As if OpenAI’s claim this week that artificial intelligence (AI) may already be gaining consciousness wasn’t futuristic enough, researchers from Lancaster University are now saying that a generative adversarial neural network dubbed StyleGAN2 is capable of creating faces that are not only indistinguishable from the real thing but they are also so sophisticated that many people think they are more trustworthy than actual humans.
“Our evaluation of the photo realism of AI-synthesized faces indicates that synthesis engines have passed through the uncanny valley and are capable of creating faces that are indistinguishable — and more trustworthy — than real faces,” Dr Sophie Nightingale from Lancaster University and Professor Hany Farid from the University of California, Berkeley, said in a press release.
As part of the study, the researchers asked 223 participants to rate 128 faces taken from a set of 800 as either real or synthesized. The faces were to be rated on a scale of one to seven for trustworthiness, with one being least trustworthy. On average, the synthetic faces were perceived as 7.7% more trustworthy than the average rating for real faces which researchers say is statistically significant.
Of course, due to the realism and the ability deep fakes have to scramble our understanding of truth in multiple ways, the privacy implications and the harm this technology has to impose on individuals and society is certainly worrisome.
“Perhaps most pernicious is the consequence that in a digital world in which any image or video can be faked, the authenticity of any inconvenient or unwelcome recording can be called into question,” the researchers said, noting that to protect the public from deepfakes, safeguards such as “incorporating robust watermarks into the image- and video-synthesis networks that would provide a downstream mechanism for reliable identification” must be implemented.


| Your instructions |
Collect all lines below with the string "android".

(Excerpts from a figure dataset)
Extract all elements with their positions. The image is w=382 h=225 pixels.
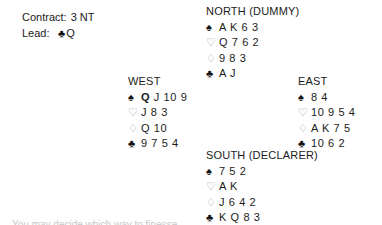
hand-north-spades: A K 6 3 [219,20,259,36]
hand-west-spades-row: ♠ Q J 10 9 [128,90,187,106]
hand-west-spades: Q J 10 9 [141,90,187,106]
hand-north-spades-row: ♠ A K 6 3 [206,20,299,36]
hand-east-diamonds: A K 7 5 [311,121,351,137]
hand-south-spades: 7 5 2 [219,164,246,180]
lead-card: ♣ Q [58,25,75,41]
hand-south-diamonds-row: ♢ J 6 4 2 [206,195,318,211]
hand-south-hearts: A K [219,179,238,195]
hand-west-label: WEST [128,74,187,90]
contract-value: 3 NT [71,9,95,25]
hand-north-hearts-row: ♡ Q 7 6 2 [206,35,299,51]
hand-east: EAST ♠ 8 4 ♡ 10 9 5 4 ♢ A K 7 5 ♣ 10 6 2 [298,74,356,152]
spade-icon: ♠ [298,90,311,106]
diamond-icon: ♢ [206,51,219,67]
contract-info-block: Contract: 3 NT Lead: ♣ Q [22,9,94,41]
spade-icon: ♠ [128,90,141,106]
hand-east-hearts: 10 9 5 4 [311,105,356,121]
hand-north-clubs: A J [219,66,236,82]
hand-west-spades-rest: J 10 9 [154,91,188,103]
contract-line: Contract: 3 NT [22,9,94,25]
hand-west-diamonds-row: ♢ Q 10 [128,121,187,137]
bridge-hand-diagram: Contract: 3 NT Lead: ♣ Q NORTH (DUMMY) ♠… [0,0,382,225]
spade-icon: ♠ [206,164,219,180]
hand-east-diamonds-row: ♢ A K 7 5 [298,121,356,137]
hand-east-label: EAST [298,74,356,90]
spade-icon: ♠ [206,20,219,36]
hand-south-label: SOUTH (DECLARER) [206,148,318,164]
diamond-icon: ♢ [206,195,219,211]
hand-north-label: NORTH (DUMMY) [206,4,299,20]
heart-icon: ♡ [298,105,311,121]
hand-north: NORTH (DUMMY) ♠ A K 6 3 ♡ Q 7 6 2 ♢ 9 8 … [206,4,299,82]
hand-north-diamonds: 9 8 3 [219,51,246,67]
hand-west-spades-highlight: Q [141,91,150,103]
hand-west: WEST ♠ Q J 10 9 ♡ J 8 3 ♢ Q 10 ♣ 9 7 5 4 [128,74,187,152]
hand-south-spades-row: ♠ 7 5 2 [206,164,318,180]
lead-card-rank: Q [66,25,75,41]
heart-icon: ♡ [128,105,141,121]
lead-line: Lead: ♣ Q [22,25,94,41]
heart-icon: ♡ [206,35,219,51]
bottom-clipped-text: You may decide which way to finesse [12,219,372,225]
hand-east-hearts-row: ♡ 10 9 5 4 [298,105,356,121]
heart-icon: ♡ [206,179,219,195]
hand-south-diamonds: J 6 4 2 [219,195,256,211]
hand-east-spades: 8 4 [311,90,328,106]
hand-north-clubs-row: ♣ A J [206,66,299,82]
hand-north-hearts: Q 7 6 2 [219,35,259,51]
hand-north-diamonds-row: ♢ 9 8 3 [206,51,299,67]
hand-south-hearts-row: ♡ A K [206,179,318,195]
diamond-icon: ♢ [128,121,141,137]
diamond-icon: ♢ [298,121,311,137]
hand-west-hearts: J 8 3 [141,105,168,121]
club-icon: ♣ [58,25,65,41]
hand-west-clubs-row: ♣ 9 7 5 4 [128,136,187,152]
club-icon: ♣ [206,66,219,82]
hand-east-spades-row: ♠ 8 4 [298,90,356,106]
hand-west-hearts-row: ♡ J 8 3 [128,105,187,121]
lead-label: Lead: [22,25,54,41]
contract-label: Contract: [22,9,67,25]
hand-south: SOUTH (DECLARER) ♠ 7 5 2 ♡ A K ♢ J 6 4 2… [206,148,318,225]
hand-west-clubs: 9 7 5 4 [141,136,179,152]
hand-west-diamonds: Q 10 [141,121,167,137]
club-icon: ♣ [128,136,141,152]
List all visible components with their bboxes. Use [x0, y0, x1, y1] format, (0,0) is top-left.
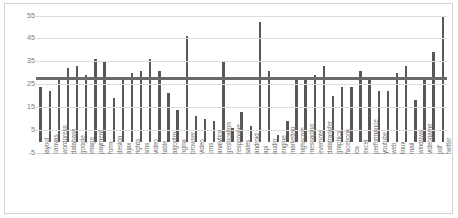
x-axis-tick-label: payment — [98, 130, 104, 154]
bar — [368, 77, 370, 141]
bar-slot — [246, 11, 255, 153]
y-axis-tick-label: -5 — [29, 149, 35, 157]
y-axis-tick-label: 15 — [27, 103, 35, 111]
x-label-slot: design — [109, 154, 118, 210]
x-axis-tick-label: api — [263, 146, 269, 154]
x-label-slot: google — [73, 154, 82, 210]
x-axis-tick-label: canvas — [52, 134, 58, 154]
y-axis-tick-label: 25 — [27, 80, 35, 88]
x-axis-tick-label: excel — [363, 140, 369, 154]
x-axis-tick-label: sms — [144, 143, 150, 154]
x-label-slot: browser — [182, 154, 191, 210]
gridline — [36, 107, 447, 108]
bar-slot — [146, 11, 155, 153]
x-label-slot: excel — [356, 154, 365, 210]
x-axis-tick-label: ajax — [125, 143, 131, 154]
x-axis-tick-label: sales — [244, 140, 250, 154]
x-label-slot: messaging — [301, 154, 310, 210]
x-axis-tick-label: marketing — [290, 127, 296, 154]
x-label-slot: mail — [402, 154, 411, 210]
x-axis-tick-label: image — [89, 137, 95, 154]
y-axis-labels: 55453525155-5 — [9, 0, 35, 160]
gridline — [36, 61, 447, 62]
x-label-slot: cms — [201, 154, 210, 210]
x-label-slot: sms — [137, 154, 146, 210]
bar-slot — [127, 11, 136, 153]
x-label-slot: highscore — [292, 154, 301, 210]
x-label-slot: ajax — [118, 154, 127, 210]
x-axis-tick-label: mail — [409, 143, 415, 154]
x-axis-tick-label: browser — [189, 132, 195, 154]
bar-slot — [255, 11, 264, 153]
bar — [122, 80, 124, 142]
y-axis-tick-label: 35 — [27, 57, 35, 65]
bar-slot — [201, 11, 210, 153]
x-axis-tick-label: analytics — [217, 130, 223, 154]
x-label-slot: table — [155, 154, 164, 210]
x-label-slot: api — [255, 154, 264, 210]
x-label-slot: geolocation — [219, 154, 228, 210]
gridline — [36, 16, 447, 17]
bar — [49, 91, 51, 141]
x-label-slot: datatransfer — [319, 154, 328, 210]
x-label-slot: videogame — [420, 154, 429, 210]
x-label-slot: video — [191, 154, 200, 210]
x-label-slot: form — [100, 154, 109, 210]
bar-chart: 55453525155-5 layoutcanvaswordpressdatab… — [0, 0, 458, 218]
y-axis-tick-label: 55 — [27, 12, 35, 20]
x-axis-tick-label: video — [199, 139, 205, 154]
x-axis-tick-label: datatransfer — [327, 121, 333, 154]
x-label-slot: marketing — [283, 154, 292, 210]
x-label-slot: database — [63, 154, 72, 210]
bar — [259, 22, 261, 141]
x-label-slot: analytics — [210, 154, 219, 210]
x-label-slot: youtube — [374, 154, 383, 210]
x-axis-tick-label: highscore — [299, 127, 305, 154]
x-axis-labels: layoutcanvaswordpressdatabasegoogleimage… — [36, 154, 447, 210]
x-axis-tick-label: audio — [272, 139, 278, 154]
x-axis-tick-label: form — [107, 142, 113, 154]
x-label-slot: pdf — [429, 154, 438, 210]
x-label-slot: video — [146, 154, 155, 210]
x-axis-tick-label: layout — [43, 138, 49, 154]
x-axis-tick-label: rights — [135, 139, 141, 154]
chart-plot-wrapper: 55453525155-5 layoutcanvaswordpressdatab… — [0, 0, 458, 218]
x-axis-tick-label: database — [71, 129, 77, 155]
x-axis-tick-label: algoritm — [171, 132, 177, 154]
x-axis-tick-label: twitter — [445, 138, 451, 154]
x-label-slot: twitter — [438, 154, 447, 210]
bar — [186, 36, 188, 141]
x-axis-tick-label: performance — [372, 119, 378, 154]
x-axis-tick-label: ios — [354, 146, 360, 154]
x-label-slot: linux — [392, 154, 401, 210]
x-axis-tick-label: geolocation — [226, 122, 232, 154]
x-label-slot: android — [246, 154, 255, 210]
x-axis-tick-label: android — [253, 133, 259, 154]
reference-line — [36, 77, 447, 79]
x-axis-tick-label: wordpress — [61, 125, 67, 154]
bar-slot — [137, 11, 146, 153]
bar-slot — [265, 11, 274, 153]
bar-slot — [118, 11, 127, 153]
gridline — [36, 84, 447, 85]
x-axis-tick-label: responsive — [235, 124, 241, 154]
x-label-slot: nginx — [173, 154, 182, 210]
x-label-slot: canvas — [45, 154, 54, 210]
x-axis-tick-label: nginx — [180, 139, 186, 154]
bar-slot — [82, 11, 91, 153]
bar-slot — [155, 11, 164, 153]
x-label-slot: image — [82, 154, 91, 210]
x-axis-tick-label: design — [116, 136, 122, 154]
bar — [167, 93, 169, 141]
x-label-slot: web — [383, 154, 392, 210]
x-label-slot: engine — [274, 154, 283, 210]
x-axis-tick-label: youtube — [381, 132, 387, 154]
bar-slot — [392, 11, 401, 153]
x-axis-tick-label: video — [153, 139, 159, 154]
x-axis-tick-label: web — [391, 143, 397, 154]
x-axis-tick-label: messaging — [308, 124, 314, 154]
y-axis-tick-label: 45 — [27, 34, 35, 42]
bar-slot — [45, 11, 54, 153]
x-axis-tick-label: videogame — [427, 124, 433, 154]
x-axis-tick-label: graphics — [336, 131, 342, 154]
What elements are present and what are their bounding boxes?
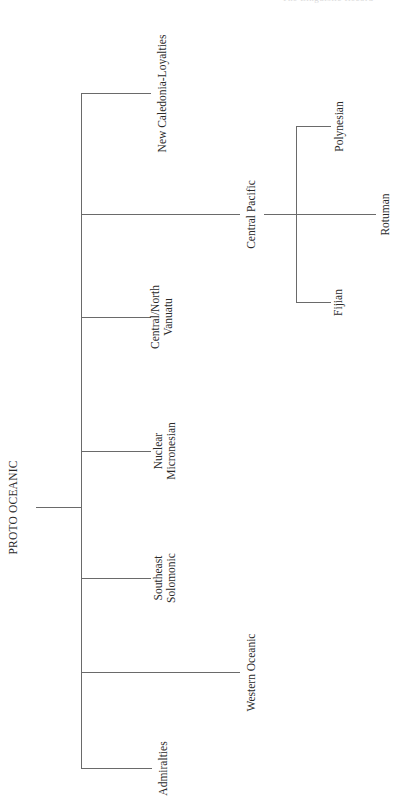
root-connector bbox=[36, 507, 81, 508]
central-pacific-trunk bbox=[296, 126, 297, 303]
branch-polynesian bbox=[296, 126, 331, 127]
label-line-2: Solomonic bbox=[165, 550, 178, 606]
label-central-pacific: Central Pacific bbox=[245, 172, 258, 258]
branch-southeast-solomonic bbox=[81, 578, 151, 579]
label-southeast-solomonic: Southeast Solomonic bbox=[152, 550, 178, 606]
central-pacific-split bbox=[264, 214, 376, 215]
label-new-caledonia-loyalties: New Caledonia-Loyalties bbox=[156, 29, 169, 159]
running-header: The Linguistic Record bbox=[282, 0, 373, 3]
branch-fijian bbox=[296, 302, 331, 303]
main-trunk bbox=[81, 93, 82, 769]
branch-nuclear-micronesian bbox=[81, 451, 151, 452]
label-nuclear-micronesian: Nuclear Micronesian bbox=[152, 420, 178, 482]
branch-central-north-vanuatu bbox=[81, 317, 151, 318]
label-rotuman: Rotuman bbox=[379, 190, 392, 240]
branch-new-caledonia bbox=[81, 93, 151, 94]
label-western-oceanic: Western Oceanic bbox=[245, 630, 258, 716]
label-line-1: Southeast bbox=[152, 550, 165, 606]
branch-central-pacific bbox=[81, 214, 240, 215]
branch-admiralties bbox=[81, 768, 152, 769]
label-central-north-vanuatu: Central/North Vanuatu bbox=[149, 285, 175, 349]
branch-western-oceanic bbox=[81, 672, 240, 673]
label-line-1: Central/North bbox=[149, 285, 162, 349]
label-line-1: Nuclear bbox=[152, 420, 165, 482]
root-label: PROTO OCEANIC bbox=[7, 460, 20, 556]
label-line-2: Micronesian bbox=[165, 420, 178, 482]
label-line-2: Vanuatu bbox=[162, 285, 175, 349]
label-fijian: Fijian bbox=[332, 285, 345, 321]
label-admiralties: Admiralties bbox=[157, 739, 170, 799]
label-polynesian: Polynesian bbox=[333, 95, 346, 159]
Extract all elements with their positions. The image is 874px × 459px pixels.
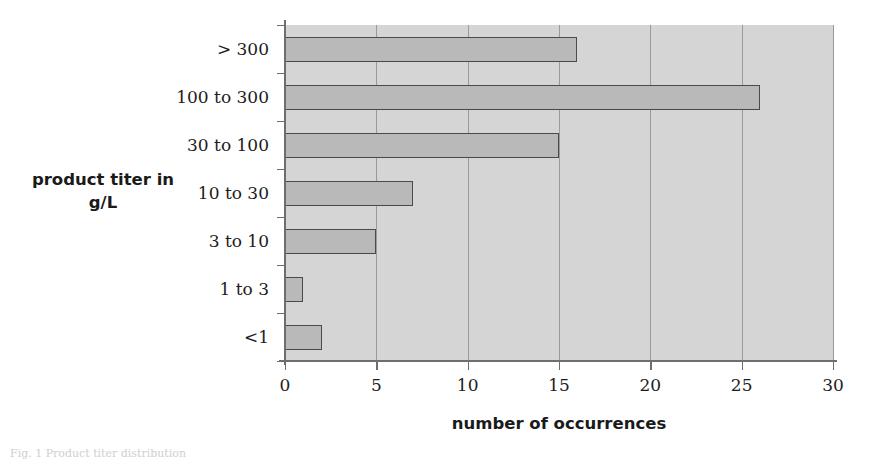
gridline-x-20	[650, 25, 651, 361]
y-tick-label: 10 to 30	[198, 169, 269, 217]
y-axis-tick	[277, 73, 285, 74]
gridline-x-25	[742, 25, 743, 361]
bar	[285, 133, 559, 158]
y-tick-label: > 300	[217, 25, 269, 73]
bar	[285, 85, 760, 110]
x-tick-label: 0	[255, 375, 315, 395]
y-tick-label: 30 to 100	[187, 121, 269, 169]
bar	[285, 37, 577, 62]
y-axis-tick	[277, 313, 285, 314]
x-axis-tick	[468, 361, 469, 370]
x-axis-tick	[285, 361, 286, 370]
bar	[285, 325, 322, 350]
y-axis-tick-labels: > 300100 to 30030 to 10010 to 303 to 101…	[120, 25, 277, 361]
y-axis-tick	[277, 121, 285, 122]
x-axis-tick	[742, 361, 743, 370]
figure-caption: Fig. 1 Product titer distribution	[10, 447, 186, 459]
chart-figure: product titer in g/L > 300100 to 30030 t…	[0, 0, 874, 459]
bar	[285, 181, 413, 206]
x-tick-label: 5	[346, 375, 406, 395]
plot-area	[285, 25, 833, 361]
y-tick-label: 100 to 300	[176, 73, 269, 121]
y-tick-label: <1	[244, 313, 269, 361]
x-tick-label: 30	[803, 375, 863, 395]
x-tick-label: 10	[438, 375, 498, 395]
y-axis-tick	[277, 169, 285, 170]
y-tick-label: 1 to 3	[219, 265, 269, 313]
x-axis-tick	[650, 361, 651, 370]
y-axis-tick	[277, 25, 285, 26]
gridline-x-30	[833, 25, 834, 361]
y-axis-tick	[277, 265, 285, 266]
y-axis-tick	[277, 361, 285, 362]
x-axis-title: number of occurrences	[285, 414, 833, 433]
x-tick-label: 20	[620, 375, 680, 395]
gridline-x-15	[559, 25, 560, 361]
x-axis-tick	[833, 361, 834, 370]
x-axis-line	[279, 360, 837, 362]
x-axis-tick	[376, 361, 377, 370]
x-tick-label: 25	[712, 375, 772, 395]
y-axis-tick	[277, 217, 285, 218]
bar	[285, 229, 376, 254]
x-axis-tick	[559, 361, 560, 370]
x-tick-label: 15	[529, 375, 589, 395]
bar	[285, 277, 303, 302]
y-tick-label: 3 to 10	[209, 217, 269, 265]
gridline-x-10	[468, 25, 469, 361]
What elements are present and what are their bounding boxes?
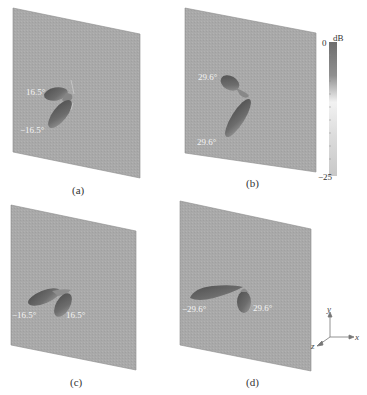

| Your response |
x-label-slot: android — [246, 154, 255, 210]
x-axis-tick-label: android — [253, 133, 259, 154]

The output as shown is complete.